Wednesday, April 14, 2010

Recovery

So . . . I have been thinking about some of my favorite writers and I've realized that one of the reasons they are among my favorites is that they are writers who write about writing . . . more than writing they write about creativity. Writing is one expression of that, but not its only expression. . . I believe they all reference, if not deal directly with that reality - My list in order of discovery includes Madeleine L'Engle, Natalie Goldberg, Julie Cameron, Anne Lamott and now Elizabeth Gilbert whose book Eat, Pray, Love I enjoyed with half the nation a couple of years ago.

Writing feels like such an indulgence that still I spend more time reading about it than doing it.
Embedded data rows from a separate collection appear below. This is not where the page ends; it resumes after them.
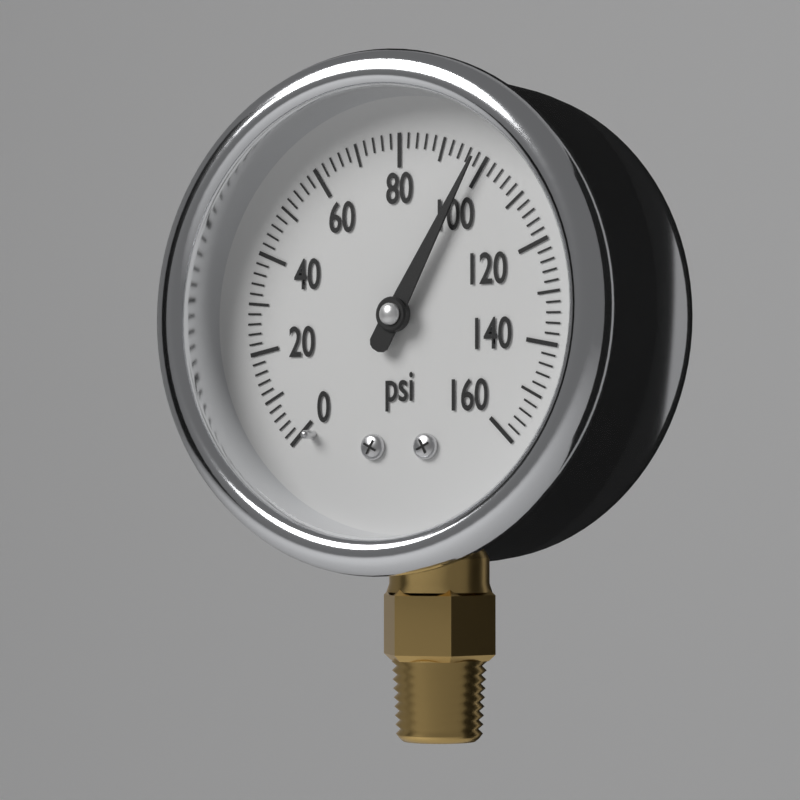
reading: 98 psi
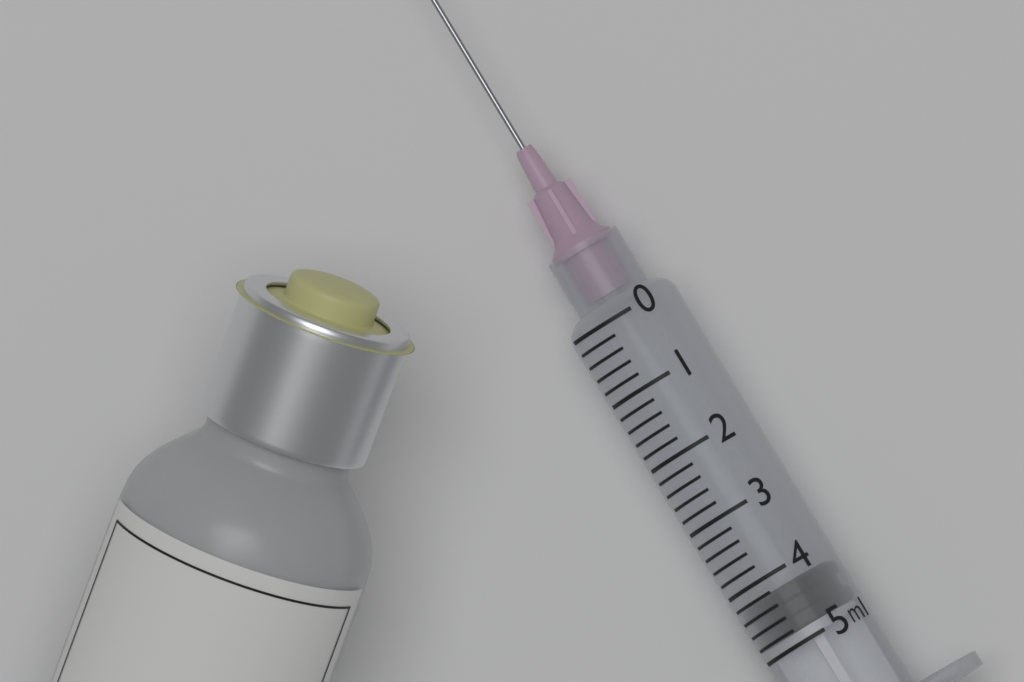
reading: 4.2 ml
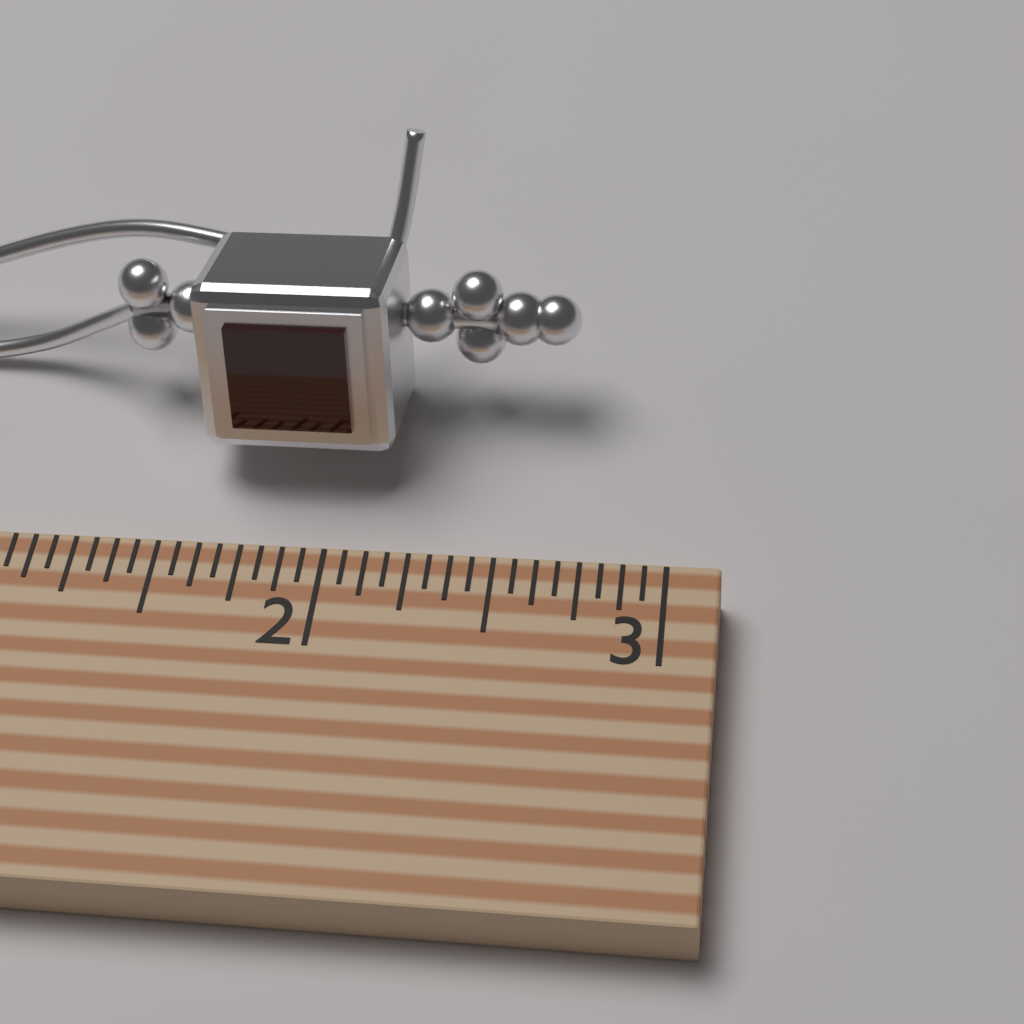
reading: 2.6875 (no unit)
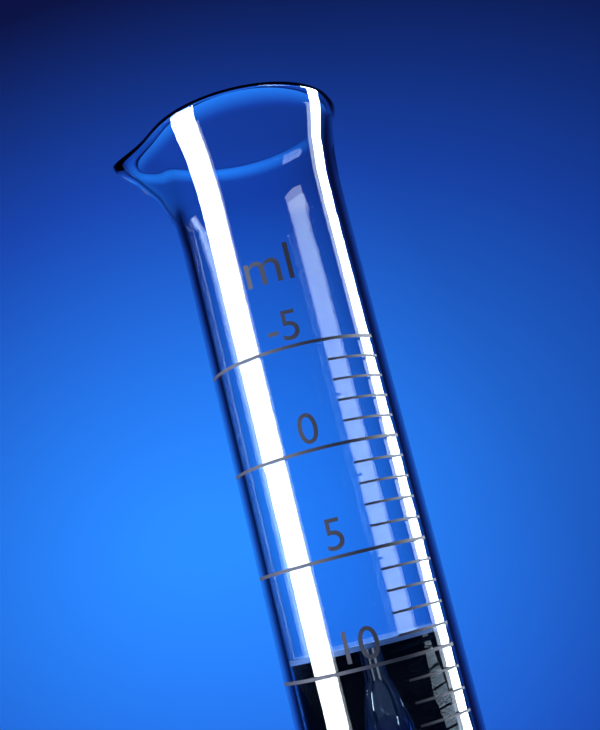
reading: 9 ml
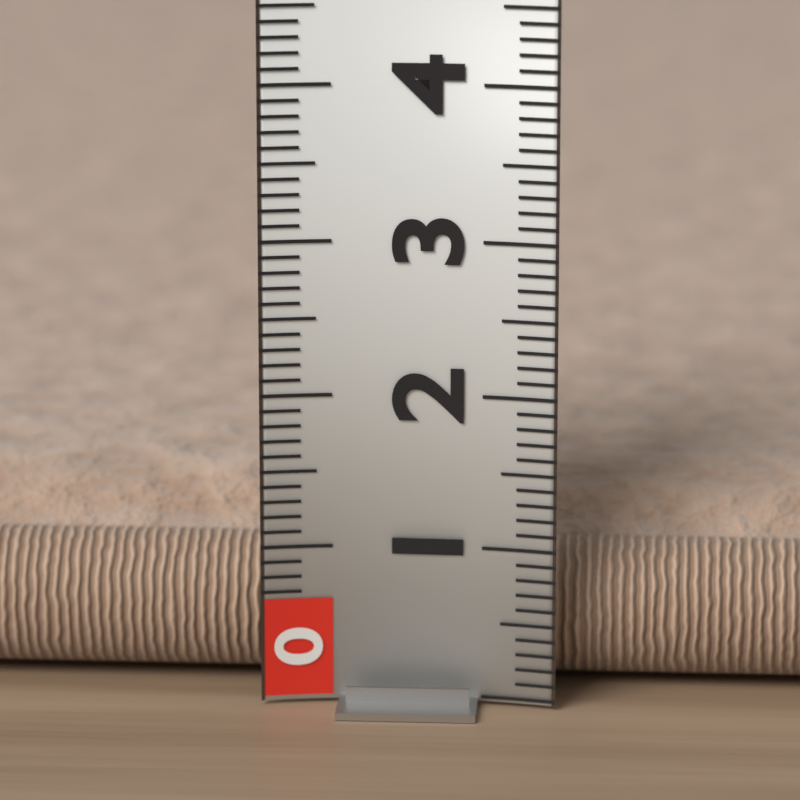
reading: 1.2 (no unit)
However, recently while taking a Grief, Trauma and Crisis Counseling class with H. Norman Wright I was reminded that writing, for most people, is an important part of the healing process. Telling one's story is apparently a healthy thing to do. The last few years have been a time of healing for me, however, oddly enough instead of redoubling my efforts at what I know is a therapuetic practice (most of my life I have been a committed journaler) I have instead resisted the pull of the pen and the page. What that resistance required was a disconnection, a severance from the energy that is found in self-expression. What that resistance achieved was more than distance from my writing soul - but also from the passion that led me to my vocation. congregational church ministry.
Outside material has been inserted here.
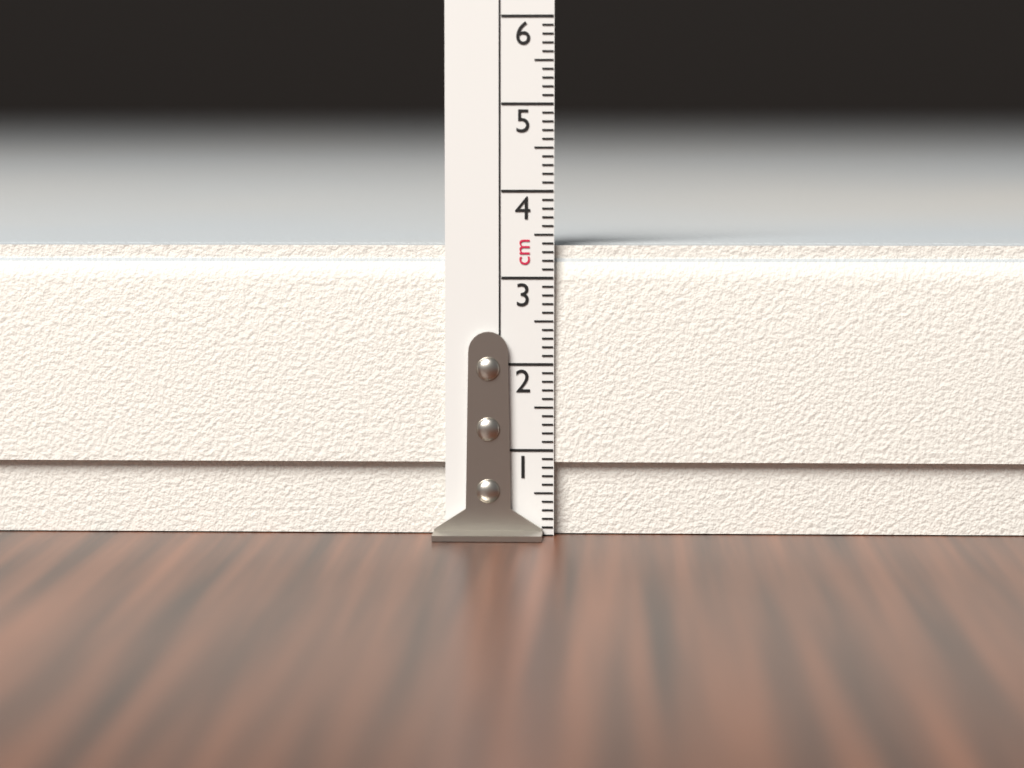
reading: 3.4 cm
Ministry, I am realizing began for me as a creative endeavor. It used to be - in the early days - a sincere expression of passion, an irresistable commitment, an opportunity to be all I am and apply an admittedly awkward (for a woman) gift palette. During my first years in minister there were so many times when I thought things like "Okay, my life is starting to make sense now."

More recently my life hasn't made so much sense. I have still maintain a job in ministry, still feel blessed by the work I still feel called to do . . . but something is different. I think I may be understanding what that something is after watching a video of Elizabeth Gilbert (my most recent favorite writer) speak about creativity and its connection to an other source. I've listened/watched the video twice and today have read through the transcript and I have been taken on an interesting journey of self-reflection.

When I began studies that would provide me with some academic preparation for ministry and even as I accepted my first position - all the while the pieces and passion are falling into place for me, people who truly love and care about me are asking (as they asked Ms. Gilbert) "Aren't you afraid that . . . .(all sorts of things)" and like Ms. Gilbert the answer was "yes." Yes, I am afraid I will make people uncomfortable. Yes, I am afraid I will get hurt. Yes, I am afraid it will be hard on my family. . . . Yet at the time I was in a place where I refused to let fear be the controlling force in my life. There was a bravery that came from a partnership with an "other" that I know in my Christian heart was/is God/Holy Spirit . . . . but over time and pain, somehow, I see now that I DID let fear (just as described in the opening pages of The Alchemist -the only pages I actually read in the book) suppress passion and creativity. I shut off the connection to the "other" - to the muse, my daemon, the genie assigned to me. Quite frankly I have trod a scary path of uncertainty the past few years . . . Ms. Gilbert seemed to describe what lay ahead if I didn't open myself up, offer myself up, again to the powers that be -- call them Alla, Ole, Jahweh -- whatever : every person who acknowledges his/her creative center knows they are there . . . to whisper in our ears, speak to our spirits, hide in our hearts . . . Her words echoed what I have read in the writings of Julia Cameron in The Artist's Way and the Right to Write, in Natalie Goldberg's Writing Down the Bones . . . . nothing new under the sun I suppose. Except that today I felt kind of new.

I am trying not to be tentative about my commitment to "show up" and "do my part" . . . I am trying to rekindle the fire that I hope is smoldering enough to burn again . . . . which oddly enough or maybe not oddly at all is similar to the theme of a conference day for women in ministry that I wll be attending on Friday. Suddenly the theme verses have even more meaning . . . "For this reason I remind you to fan into flame the gift of God, which is in you through the laying on of my hands. For God did not give us a spirit of timidity, but a spirit of power, of love and of self-discipline." (2 Tim 1:6-7)

I am hoping that at some point in my life I will look back on this point in my life and see that it was a turning point toward the light.

Tuesday, April 6, 2010

Music Memory

Listening to the Brandi Carlise station on Pandora has awakened my music memory and made my mind and my fingers itchy to record the here and now . . . the voices of Tracy Chapman and Rachael Yamagata (who I've never heard of until "Duet" played) have taken me to times and places I've been in my life . . . This latest blogspot (I think I have 3 others, but I can't figure out how to post on them) is aptly titled because last 7 years of my life have been a pilgrimage - a journeying from one place to another, physically, emotionally, spiritually. This last stop on the physical map has involved 7 hearth moves. Seven times I have packed up my two youngest and moved them. Seven times they have had to adjust to new sleeping arrangements and schedules . . . and we're not done yet. There is at least more . . . and that makes me tired.

There are blessings and curses to being on the move. To never actually settling. Today I am trying to be grateful for the blessings. I think I'll count them after my nap.